Laura Da’ is a poet and teacher. A lifetime resident of the Pacific Northwest, Da’ studied creative writing at the University of Washington and The Institute of American Indian Arts. Da’ is Eastern Shawnee. Da’ lives near Seattle with her husband and son. She is the author of the collections Instruments of the True Measure (University of Arizona Press, 2018), winner of the Washington State Book Award, and Tributaries (University of Arizona Press, 2015), winner of the 2016 American Book Award and the chapbook The Tecumseh Motel. Her work has appeared in the anthologies New Poets of Native Nations (Graywolf Press, 2018) and Effigies II (Salt Publishing, 2014). http://www.laurada.com/

Michael Daley is a poet and novelist. Born in Boston and a long-time resident and teacher in Skagit Valley, his work is set in the rural Northwest, New England, and Eastern Europe where he’s lived as a Fulbright scholar. “An artisan of the present moment,” as Joseph Stroud called him, his recent books include Reinhabited: New & Selected Poems (Dos Madres, 2022), Telemachus, (Pleasure Boat Studio, 2022), The Madrona Project (Empty Bowl, 2022) and forthcoming, True Heresies (Cervena Barva, 2022) “Some poets are born with an internalized muse…with a will of her own…Daley is one of these hosts” (Boston Small Press Poetry Scene).

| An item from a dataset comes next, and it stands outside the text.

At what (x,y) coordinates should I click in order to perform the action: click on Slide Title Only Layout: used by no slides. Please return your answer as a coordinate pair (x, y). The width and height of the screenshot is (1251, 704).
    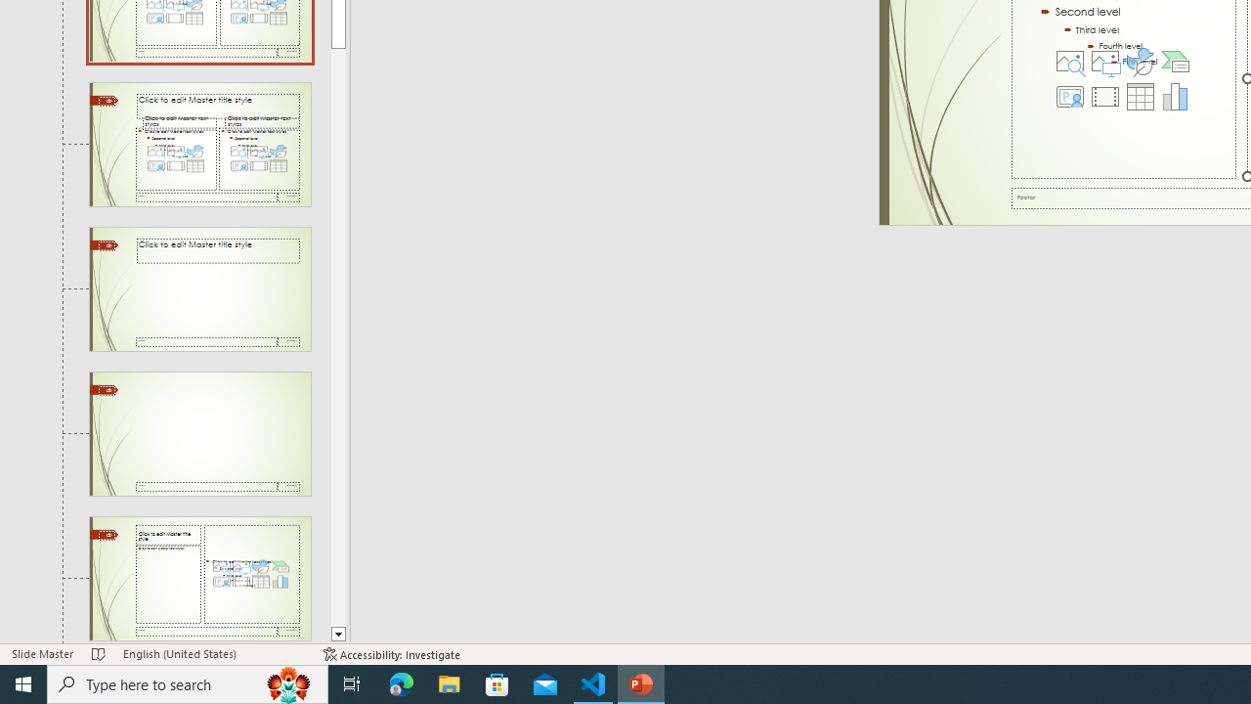
    Looking at the image, I should click on (199, 433).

Kathleen Flenniken is the author of three poetry collections, most recently Post Romantic (University of Washington Press, 2020), a finalist for the Washington State Book Award. Plume (2012), a personal history in poems about the Hanford Nuclear Site, won the Washington State Book Award and was a finalist for the Poetry Society of America’s William Carlos Williams Award. Her first book, Famous (2006), won the Prairie Schooner Book Prize in Poetry and was named a notable book by the National Library Association. Kathleen served as Washington State Poet Laureate from 2012-2014.